Content starts

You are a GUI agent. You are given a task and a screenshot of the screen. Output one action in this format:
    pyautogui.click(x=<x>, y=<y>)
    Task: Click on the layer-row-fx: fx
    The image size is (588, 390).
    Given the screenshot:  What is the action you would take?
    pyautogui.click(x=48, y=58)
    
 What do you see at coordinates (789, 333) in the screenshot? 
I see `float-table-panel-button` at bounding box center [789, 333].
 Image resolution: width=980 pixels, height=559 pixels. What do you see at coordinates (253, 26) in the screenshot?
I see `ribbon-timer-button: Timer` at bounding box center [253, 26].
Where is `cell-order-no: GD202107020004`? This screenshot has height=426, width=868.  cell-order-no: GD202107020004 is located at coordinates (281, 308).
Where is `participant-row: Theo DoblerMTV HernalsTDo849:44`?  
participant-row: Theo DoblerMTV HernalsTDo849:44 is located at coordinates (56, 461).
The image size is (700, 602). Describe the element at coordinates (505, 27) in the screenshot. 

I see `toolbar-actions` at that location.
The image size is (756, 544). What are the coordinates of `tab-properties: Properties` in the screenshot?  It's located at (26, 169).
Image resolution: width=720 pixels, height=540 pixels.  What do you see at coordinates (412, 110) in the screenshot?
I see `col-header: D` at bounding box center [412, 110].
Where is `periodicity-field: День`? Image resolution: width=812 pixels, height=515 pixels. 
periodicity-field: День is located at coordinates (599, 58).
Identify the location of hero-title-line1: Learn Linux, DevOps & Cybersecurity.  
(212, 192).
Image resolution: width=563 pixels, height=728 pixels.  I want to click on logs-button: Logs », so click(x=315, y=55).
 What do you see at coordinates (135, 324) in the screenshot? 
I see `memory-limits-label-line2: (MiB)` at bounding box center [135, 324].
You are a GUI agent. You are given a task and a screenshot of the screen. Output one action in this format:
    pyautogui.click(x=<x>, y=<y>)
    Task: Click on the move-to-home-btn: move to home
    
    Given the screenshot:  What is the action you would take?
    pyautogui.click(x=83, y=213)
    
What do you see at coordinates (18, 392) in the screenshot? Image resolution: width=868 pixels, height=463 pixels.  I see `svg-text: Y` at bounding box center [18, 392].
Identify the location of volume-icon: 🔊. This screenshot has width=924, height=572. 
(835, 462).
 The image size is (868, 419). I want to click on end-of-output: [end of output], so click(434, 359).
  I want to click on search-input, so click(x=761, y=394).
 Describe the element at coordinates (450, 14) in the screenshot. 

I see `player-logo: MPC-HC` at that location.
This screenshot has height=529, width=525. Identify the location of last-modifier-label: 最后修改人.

Content ends

▶ [Your objective]: Copy all of the data exactly. Skip nothing.

▶ [Your response]:
You are a GUI agent. You are given a task and a screenshot of the screen. Output one action in this format:
    pyautogui.click(x=<x>, y=<y>)
    Task: Click on the layer-row-fx: fx
    The image size is (588, 390).
    Given the screenshot:  What is the action you would take?
    pyautogui.click(x=48, y=58)
    
 What do you see at coordinates (789, 333) in the screenshot? 
I see `float-table-panel-button` at bounding box center [789, 333].
 Image resolution: width=980 pixels, height=559 pixels. What do you see at coordinates (253, 26) in the screenshot?
I see `ribbon-timer-button: Timer` at bounding box center [253, 26].
Where is `cell-order-no: GD202107020004`? This screenshot has height=426, width=868.  cell-order-no: GD202107020004 is located at coordinates (281, 308).
Where is `participant-row: Theo DoblerMTV HernalsTDo849:44`?  
participant-row: Theo DoblerMTV HernalsTDo849:44 is located at coordinates (56, 461).
The image size is (700, 602). Describe the element at coordinates (505, 27) in the screenshot. 

I see `toolbar-actions` at that location.
The image size is (756, 544). What are the coordinates of `tab-properties: Properties` in the screenshot?  It's located at (26, 169).
Image resolution: width=720 pixels, height=540 pixels.  What do you see at coordinates (412, 110) in the screenshot?
I see `col-header: D` at bounding box center [412, 110].
Where is `periodicity-field: День`? Image resolution: width=812 pixels, height=515 pixels. 
periodicity-field: День is located at coordinates (599, 58).
Identify the location of hero-title-line1: Learn Linux, DevOps & Cybersecurity.  
(212, 192).
Image resolution: width=563 pixels, height=728 pixels.  I want to click on logs-button: Logs », so click(x=315, y=55).
 What do you see at coordinates (135, 324) in the screenshot? 
I see `memory-limits-label-line2: (MiB)` at bounding box center [135, 324].
You are a GUI agent. You are given a task and a screenshot of the screen. Output one action in this format:
    pyautogui.click(x=<x>, y=<y>)
    Task: Click on the move-to-home-btn: move to home
    
    Given the screenshot:  What is the action you would take?
    pyautogui.click(x=83, y=213)
    
What do you see at coordinates (18, 392) in the screenshot? Image resolution: width=868 pixels, height=463 pixels.  I see `svg-text: Y` at bounding box center [18, 392].
Identify the location of volume-icon: 🔊. This screenshot has width=924, height=572. 
(835, 462).
 The image size is (868, 419). I want to click on end-of-output: [end of output], so click(434, 359).
  I want to click on search-input, so click(x=761, y=394).
 Describe the element at coordinates (450, 14) in the screenshot. 

I see `player-logo: MPC-HC` at that location.
This screenshot has height=529, width=525. Identify the location of last-modifier-label: 最后修改人.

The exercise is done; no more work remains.